Victor Hugo

Victor Hugo, in full Victor Marie Hugo (26 February 1802 – 22 May 1885) was a French poet, novelist, and dramatist. He is considered the most well-known French Romantic writer. In France, Hugo's literary fame comes first from his poetry but also rests upon his novels and his dramatic achievements. Among many volumes of poetry, Les Contemplations and La Légende des siècles stand particularly high in critical esteem. Outside France, his best-known works are the novels Les Misérables, 1862, and Notre-Dame de Paris, 1831, (also known in English as The Hunchback of Notre-Dame).

Though a committed royalist when he was young, Hugo's views changed as the decades passed; he became a passionate supporter of republicanism, and his work touches upon most of the political and social issues and artistic trends of his time. He is buried in the Panthéon.

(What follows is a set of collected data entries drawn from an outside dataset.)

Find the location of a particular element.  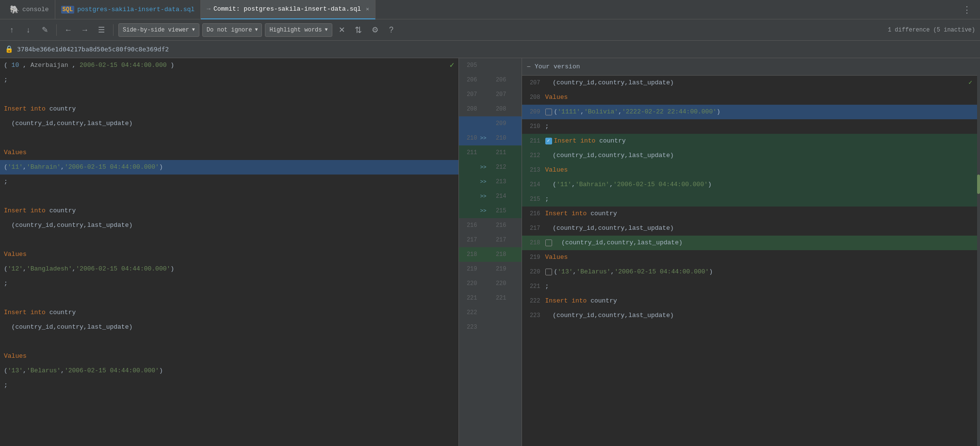

gutter-left-205: 205 is located at coordinates (471, 65).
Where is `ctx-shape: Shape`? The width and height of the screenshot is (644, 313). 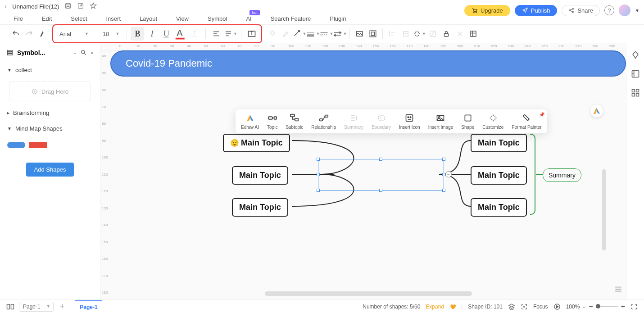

Read more about Victor Hugo:  Personal Life, Writings, Political Life and Exile, Religious Views, Victor Hugo and Music, Declining Years and Death, Last Will, Drawings, Memorials, Works

Famous quotes by victor hugo:

    Taste is the common sense of genius.
    Victor Hugo (1802–1885)

    The word is the Verb, and the Verb is God.
    Victor Hugo (1802–1885)

    To be perfectly happy it does not suffice to possess happiness, it is necessary to have deserved it.
    Victor Hugo (1802–1885)

    The earlier works of a man of genius are always preferred to the newer ones, in order to prove that he is going down instead of up.
    Victor Hugo (1802–1885)

    We say that slavery has vanished from European civilization, but this is not true. Slavery still exists, but now it applies only to women and its name is prostitution.